The productivity puzzle has divided economists into technology pessimists and optimists. The most prominent pessimist is economist Robert J. Gordon. He contends that the current crop of digital innovations does not yield the big economic gains of breakthrough inventions of the past, like electricity, cars, planes and antibiotics. On the other hand we have optimists like Erik Brynjolfsson and Andrew McAfee, co-directors of the M.I.T. Initiative on the Digital Economy. They argue that there have always been lags between when technology arrives and when people and institutions learn to use it effectively. The internet for example, only contributed to the last stretch of healthy productivity growth in the late 1990s and early 2000s. The gains from current tech trends like big-data analysis, artificial intelligence and robotics, they say, will come.
Technology spending has been robust, rising 54 percent over a decade to $727 billion last year, according to the research firm IDC. But an industry-by-industry analysis, published by the McKinsey Global Institute, found that the march of digital technology across the economy has a long way to go. industries, like technology, media and financial services, were well along in the use of technology that was invested in, while others, like health care and hospitality, trailed.
Since the financial crisis, the Obama administration aggressively invested to drag medicine into the digital age. As part of the economic recovery package, Congress enacted the Health Information Technology for Economic and Clinical Health Act of 2009. The legislation provided for federal incentive payments of $44,000 a physician to shift to electronic health records. From 2008 to 2014, the share of hospitals with electronic health records rose to 75 percent from 9 percent, while the adoption rate in doctors’ offices rose to 51 percent from 17 percent.
Still, there seems to be little evidence so far that all this technology has had much effect on quality and costs. However, the electronic records represent only a first step toward curbing costs and improving care, according to healthcare experts. Information automation is not the same as creating the kind of work environment where productivity and creativity can flourish. And little has gone into changing work so far.
But there is light at the end of the tunnel. Dr. Sutherland bemoans the countless data fields he must fill in to comply with government-mandated reporting rules, and he concedes that some of his colleagues hate using digital records. But despite the extra work the new technology has created and even though it has not yet had the expected financial payoff, he thinks it has helped him provide better information to patients. He is working harder, Dr. Sutherland says, but he also believes he is a better doctor. His patients are better served and he is happier.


TASK DIRECTIONS:
Counting every line in the entries below where the word "acute" occurs, report how many there are. Give only that number.
--- MATERIAL TO PROCESS Enclosed Below ---
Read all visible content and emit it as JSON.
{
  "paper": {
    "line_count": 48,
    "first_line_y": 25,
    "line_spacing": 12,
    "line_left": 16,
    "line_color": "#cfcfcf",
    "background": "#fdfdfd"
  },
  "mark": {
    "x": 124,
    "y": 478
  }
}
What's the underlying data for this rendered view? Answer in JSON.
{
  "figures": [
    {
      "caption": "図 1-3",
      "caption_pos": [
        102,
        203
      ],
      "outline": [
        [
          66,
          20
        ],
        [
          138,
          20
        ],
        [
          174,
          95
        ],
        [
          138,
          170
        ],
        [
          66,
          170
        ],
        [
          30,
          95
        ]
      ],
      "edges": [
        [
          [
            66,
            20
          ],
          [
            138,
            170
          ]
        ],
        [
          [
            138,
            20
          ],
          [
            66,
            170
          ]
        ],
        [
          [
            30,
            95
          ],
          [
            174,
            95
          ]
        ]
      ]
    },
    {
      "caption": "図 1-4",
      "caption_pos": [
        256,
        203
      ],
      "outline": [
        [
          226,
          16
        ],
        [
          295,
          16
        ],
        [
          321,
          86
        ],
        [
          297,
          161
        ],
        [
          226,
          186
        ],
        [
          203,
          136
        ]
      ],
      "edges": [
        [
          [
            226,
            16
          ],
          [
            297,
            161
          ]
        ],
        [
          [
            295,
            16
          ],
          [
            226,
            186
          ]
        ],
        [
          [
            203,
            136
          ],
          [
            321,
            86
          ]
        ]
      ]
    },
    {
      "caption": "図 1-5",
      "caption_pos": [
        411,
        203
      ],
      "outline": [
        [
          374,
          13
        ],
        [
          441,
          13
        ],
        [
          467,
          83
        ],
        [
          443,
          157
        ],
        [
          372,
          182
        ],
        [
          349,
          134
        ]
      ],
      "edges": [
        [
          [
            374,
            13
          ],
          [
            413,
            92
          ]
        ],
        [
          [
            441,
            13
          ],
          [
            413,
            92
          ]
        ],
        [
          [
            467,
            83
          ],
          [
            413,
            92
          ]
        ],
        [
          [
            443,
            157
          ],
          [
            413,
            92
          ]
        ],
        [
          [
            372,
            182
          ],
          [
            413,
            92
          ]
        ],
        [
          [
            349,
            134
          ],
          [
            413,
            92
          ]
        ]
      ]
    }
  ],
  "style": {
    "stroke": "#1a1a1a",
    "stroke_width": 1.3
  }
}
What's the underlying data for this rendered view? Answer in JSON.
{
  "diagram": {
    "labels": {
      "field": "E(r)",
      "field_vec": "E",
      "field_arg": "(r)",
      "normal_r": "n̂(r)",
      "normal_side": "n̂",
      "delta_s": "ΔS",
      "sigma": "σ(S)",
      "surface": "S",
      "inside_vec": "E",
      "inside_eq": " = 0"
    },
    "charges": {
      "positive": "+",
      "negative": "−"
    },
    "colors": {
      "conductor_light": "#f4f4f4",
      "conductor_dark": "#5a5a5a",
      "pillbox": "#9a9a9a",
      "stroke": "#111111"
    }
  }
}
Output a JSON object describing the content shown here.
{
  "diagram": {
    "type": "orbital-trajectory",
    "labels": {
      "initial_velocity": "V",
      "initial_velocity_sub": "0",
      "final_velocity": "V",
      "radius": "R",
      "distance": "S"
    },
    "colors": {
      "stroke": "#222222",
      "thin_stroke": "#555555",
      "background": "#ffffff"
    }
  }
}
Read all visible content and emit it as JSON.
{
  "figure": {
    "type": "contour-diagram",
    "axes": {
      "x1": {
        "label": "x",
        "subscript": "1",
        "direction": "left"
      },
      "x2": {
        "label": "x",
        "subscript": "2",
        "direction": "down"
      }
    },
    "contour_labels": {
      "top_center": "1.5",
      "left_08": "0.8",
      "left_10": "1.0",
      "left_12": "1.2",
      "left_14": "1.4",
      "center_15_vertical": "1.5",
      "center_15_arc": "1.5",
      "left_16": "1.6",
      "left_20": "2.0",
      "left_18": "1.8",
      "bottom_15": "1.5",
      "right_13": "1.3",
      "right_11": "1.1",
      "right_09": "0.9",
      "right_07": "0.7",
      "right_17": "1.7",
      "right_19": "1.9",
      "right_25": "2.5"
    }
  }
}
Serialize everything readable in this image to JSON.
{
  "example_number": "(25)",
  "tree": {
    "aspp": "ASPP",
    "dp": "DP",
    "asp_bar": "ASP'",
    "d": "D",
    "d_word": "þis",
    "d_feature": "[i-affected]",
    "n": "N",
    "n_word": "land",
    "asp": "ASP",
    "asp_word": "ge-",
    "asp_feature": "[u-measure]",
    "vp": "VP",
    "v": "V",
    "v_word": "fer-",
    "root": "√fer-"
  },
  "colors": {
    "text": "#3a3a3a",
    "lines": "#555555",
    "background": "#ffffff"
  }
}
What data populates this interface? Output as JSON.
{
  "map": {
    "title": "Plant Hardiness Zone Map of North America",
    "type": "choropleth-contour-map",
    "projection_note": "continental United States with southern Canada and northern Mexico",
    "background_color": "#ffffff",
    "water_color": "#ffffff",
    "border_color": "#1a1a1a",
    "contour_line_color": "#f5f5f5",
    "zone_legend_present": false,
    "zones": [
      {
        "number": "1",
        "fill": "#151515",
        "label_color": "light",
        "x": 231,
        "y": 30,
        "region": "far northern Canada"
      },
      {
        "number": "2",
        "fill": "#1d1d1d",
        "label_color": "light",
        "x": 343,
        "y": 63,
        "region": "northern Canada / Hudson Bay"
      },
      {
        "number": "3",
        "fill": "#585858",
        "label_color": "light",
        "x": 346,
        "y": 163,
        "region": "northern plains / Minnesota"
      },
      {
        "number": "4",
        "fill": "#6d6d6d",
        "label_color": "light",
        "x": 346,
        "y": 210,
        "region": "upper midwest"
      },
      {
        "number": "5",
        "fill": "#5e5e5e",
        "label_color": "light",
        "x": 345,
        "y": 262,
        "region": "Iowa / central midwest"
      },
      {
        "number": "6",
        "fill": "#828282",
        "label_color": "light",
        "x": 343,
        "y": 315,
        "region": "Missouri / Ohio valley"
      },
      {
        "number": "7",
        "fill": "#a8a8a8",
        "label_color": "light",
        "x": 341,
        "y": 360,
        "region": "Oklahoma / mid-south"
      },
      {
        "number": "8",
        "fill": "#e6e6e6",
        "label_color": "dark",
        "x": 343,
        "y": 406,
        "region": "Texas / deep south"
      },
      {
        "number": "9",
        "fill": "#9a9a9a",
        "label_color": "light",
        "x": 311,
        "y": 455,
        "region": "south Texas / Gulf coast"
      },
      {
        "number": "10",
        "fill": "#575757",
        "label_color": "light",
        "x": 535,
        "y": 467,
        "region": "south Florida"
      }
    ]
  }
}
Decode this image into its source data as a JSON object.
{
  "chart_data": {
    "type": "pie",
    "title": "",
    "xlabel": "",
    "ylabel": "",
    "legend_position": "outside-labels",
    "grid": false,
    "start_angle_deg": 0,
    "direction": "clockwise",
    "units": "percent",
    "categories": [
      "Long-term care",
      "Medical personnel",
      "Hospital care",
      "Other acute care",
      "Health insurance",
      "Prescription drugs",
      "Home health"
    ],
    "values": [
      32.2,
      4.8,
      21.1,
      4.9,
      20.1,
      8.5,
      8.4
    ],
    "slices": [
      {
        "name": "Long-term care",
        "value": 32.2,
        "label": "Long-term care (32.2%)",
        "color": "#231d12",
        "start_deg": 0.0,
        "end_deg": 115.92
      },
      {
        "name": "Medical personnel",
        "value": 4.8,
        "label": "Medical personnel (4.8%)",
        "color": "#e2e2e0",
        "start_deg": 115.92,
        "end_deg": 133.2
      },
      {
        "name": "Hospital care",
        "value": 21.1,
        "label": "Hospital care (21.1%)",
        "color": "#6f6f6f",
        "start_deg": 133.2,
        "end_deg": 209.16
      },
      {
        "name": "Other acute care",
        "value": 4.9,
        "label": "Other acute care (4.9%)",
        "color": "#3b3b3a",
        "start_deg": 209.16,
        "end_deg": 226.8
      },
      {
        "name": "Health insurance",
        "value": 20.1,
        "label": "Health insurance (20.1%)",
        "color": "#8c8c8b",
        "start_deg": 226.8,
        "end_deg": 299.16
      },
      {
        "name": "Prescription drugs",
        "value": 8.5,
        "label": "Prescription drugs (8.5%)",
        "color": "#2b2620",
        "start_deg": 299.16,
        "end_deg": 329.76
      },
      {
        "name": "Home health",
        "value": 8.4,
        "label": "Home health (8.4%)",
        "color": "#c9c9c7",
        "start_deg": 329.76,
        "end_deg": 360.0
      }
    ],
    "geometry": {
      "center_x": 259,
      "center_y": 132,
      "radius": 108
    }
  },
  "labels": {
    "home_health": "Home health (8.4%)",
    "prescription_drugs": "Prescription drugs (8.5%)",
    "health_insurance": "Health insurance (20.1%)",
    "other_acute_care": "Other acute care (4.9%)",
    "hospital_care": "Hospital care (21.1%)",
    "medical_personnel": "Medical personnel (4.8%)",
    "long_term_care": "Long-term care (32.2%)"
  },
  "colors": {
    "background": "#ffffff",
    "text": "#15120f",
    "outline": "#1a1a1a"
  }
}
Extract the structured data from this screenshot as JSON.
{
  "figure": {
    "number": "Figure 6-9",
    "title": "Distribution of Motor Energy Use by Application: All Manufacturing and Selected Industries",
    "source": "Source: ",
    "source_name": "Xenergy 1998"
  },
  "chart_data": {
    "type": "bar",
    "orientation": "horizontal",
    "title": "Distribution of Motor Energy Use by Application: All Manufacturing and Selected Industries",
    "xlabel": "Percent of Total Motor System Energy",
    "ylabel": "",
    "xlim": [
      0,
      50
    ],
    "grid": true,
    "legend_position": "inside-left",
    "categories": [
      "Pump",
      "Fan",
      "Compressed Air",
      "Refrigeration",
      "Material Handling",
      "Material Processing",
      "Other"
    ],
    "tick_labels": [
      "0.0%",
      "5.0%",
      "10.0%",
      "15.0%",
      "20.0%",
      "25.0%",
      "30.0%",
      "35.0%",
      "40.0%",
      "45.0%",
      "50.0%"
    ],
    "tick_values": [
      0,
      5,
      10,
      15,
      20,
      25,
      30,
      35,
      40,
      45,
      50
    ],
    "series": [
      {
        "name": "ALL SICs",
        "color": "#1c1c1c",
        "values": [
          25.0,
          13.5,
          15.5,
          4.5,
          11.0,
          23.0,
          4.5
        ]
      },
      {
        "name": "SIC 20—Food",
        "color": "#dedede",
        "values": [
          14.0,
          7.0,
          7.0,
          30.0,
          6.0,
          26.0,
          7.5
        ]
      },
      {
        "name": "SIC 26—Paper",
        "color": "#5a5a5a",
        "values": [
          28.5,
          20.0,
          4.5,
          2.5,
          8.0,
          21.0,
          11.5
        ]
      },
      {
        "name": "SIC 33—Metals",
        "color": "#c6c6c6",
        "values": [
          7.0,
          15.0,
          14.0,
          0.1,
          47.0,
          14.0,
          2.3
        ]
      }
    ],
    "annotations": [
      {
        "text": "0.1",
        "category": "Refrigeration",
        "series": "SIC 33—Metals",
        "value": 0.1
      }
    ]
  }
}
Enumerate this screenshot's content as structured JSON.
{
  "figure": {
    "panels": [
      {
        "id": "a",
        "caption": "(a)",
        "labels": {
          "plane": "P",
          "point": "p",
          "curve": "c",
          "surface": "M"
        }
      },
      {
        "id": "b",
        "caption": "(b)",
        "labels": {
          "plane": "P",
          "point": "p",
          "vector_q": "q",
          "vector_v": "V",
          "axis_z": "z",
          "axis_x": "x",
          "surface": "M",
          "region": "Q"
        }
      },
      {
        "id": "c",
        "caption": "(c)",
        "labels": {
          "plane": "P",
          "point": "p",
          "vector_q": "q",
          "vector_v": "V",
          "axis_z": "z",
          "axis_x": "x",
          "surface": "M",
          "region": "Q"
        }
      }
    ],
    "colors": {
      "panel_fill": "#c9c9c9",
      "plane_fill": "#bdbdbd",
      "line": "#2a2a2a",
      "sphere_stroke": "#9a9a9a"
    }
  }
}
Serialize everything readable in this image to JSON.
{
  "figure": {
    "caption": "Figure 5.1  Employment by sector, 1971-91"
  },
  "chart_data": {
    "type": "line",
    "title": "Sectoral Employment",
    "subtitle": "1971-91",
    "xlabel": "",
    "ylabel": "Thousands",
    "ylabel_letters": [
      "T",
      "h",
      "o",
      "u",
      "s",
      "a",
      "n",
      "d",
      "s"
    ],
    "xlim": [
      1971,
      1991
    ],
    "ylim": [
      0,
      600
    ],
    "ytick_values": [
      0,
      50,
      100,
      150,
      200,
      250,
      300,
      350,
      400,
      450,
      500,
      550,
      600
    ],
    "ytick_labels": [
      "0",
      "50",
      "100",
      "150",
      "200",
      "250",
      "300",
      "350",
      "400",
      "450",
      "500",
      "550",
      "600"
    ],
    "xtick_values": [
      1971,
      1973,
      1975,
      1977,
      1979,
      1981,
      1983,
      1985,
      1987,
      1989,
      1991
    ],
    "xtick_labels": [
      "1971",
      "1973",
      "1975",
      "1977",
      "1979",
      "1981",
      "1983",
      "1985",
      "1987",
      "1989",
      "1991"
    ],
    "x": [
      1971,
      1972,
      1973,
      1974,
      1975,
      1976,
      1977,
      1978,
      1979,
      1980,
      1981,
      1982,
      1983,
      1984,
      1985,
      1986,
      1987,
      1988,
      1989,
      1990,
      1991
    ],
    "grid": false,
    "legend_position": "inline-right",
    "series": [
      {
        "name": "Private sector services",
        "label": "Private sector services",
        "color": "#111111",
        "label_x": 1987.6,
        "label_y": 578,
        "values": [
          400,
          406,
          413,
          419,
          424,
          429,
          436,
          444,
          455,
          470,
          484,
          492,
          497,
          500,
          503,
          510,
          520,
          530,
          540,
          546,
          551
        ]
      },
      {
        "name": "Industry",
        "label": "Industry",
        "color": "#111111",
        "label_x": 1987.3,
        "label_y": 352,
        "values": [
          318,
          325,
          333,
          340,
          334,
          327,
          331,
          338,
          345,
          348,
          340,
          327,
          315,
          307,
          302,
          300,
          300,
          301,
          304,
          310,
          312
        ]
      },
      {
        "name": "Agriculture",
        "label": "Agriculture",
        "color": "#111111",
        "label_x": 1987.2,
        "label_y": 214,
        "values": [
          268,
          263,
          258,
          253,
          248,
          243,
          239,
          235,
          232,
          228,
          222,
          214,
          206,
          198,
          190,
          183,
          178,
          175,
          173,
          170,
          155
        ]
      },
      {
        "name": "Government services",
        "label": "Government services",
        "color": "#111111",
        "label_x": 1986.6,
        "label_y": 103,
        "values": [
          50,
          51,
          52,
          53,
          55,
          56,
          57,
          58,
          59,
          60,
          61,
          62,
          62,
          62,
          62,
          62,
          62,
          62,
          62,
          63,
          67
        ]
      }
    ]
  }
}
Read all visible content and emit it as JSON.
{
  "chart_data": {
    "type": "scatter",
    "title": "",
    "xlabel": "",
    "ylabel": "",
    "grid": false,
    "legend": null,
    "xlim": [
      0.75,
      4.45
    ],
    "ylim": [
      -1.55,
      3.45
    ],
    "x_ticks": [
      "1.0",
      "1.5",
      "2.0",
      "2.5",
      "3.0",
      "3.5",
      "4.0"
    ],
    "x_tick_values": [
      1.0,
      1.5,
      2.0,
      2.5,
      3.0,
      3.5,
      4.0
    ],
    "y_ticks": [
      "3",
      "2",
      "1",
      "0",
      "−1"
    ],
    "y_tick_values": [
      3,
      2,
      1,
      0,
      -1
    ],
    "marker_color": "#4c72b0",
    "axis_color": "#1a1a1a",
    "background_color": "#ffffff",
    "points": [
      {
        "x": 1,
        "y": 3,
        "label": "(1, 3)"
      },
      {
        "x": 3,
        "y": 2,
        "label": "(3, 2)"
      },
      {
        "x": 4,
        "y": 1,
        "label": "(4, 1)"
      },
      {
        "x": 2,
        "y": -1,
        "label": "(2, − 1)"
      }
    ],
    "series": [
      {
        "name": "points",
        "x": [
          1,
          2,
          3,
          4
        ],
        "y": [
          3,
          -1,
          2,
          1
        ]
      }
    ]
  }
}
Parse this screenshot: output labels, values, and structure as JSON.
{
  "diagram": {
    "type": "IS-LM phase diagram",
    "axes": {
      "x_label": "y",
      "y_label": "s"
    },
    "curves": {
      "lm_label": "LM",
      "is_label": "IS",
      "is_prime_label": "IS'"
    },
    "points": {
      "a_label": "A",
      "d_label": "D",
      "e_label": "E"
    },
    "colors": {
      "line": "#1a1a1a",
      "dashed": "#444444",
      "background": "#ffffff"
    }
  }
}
--- End of Enclosed MATERIAL TO PROCESS ---
COMPLETED TASK:
4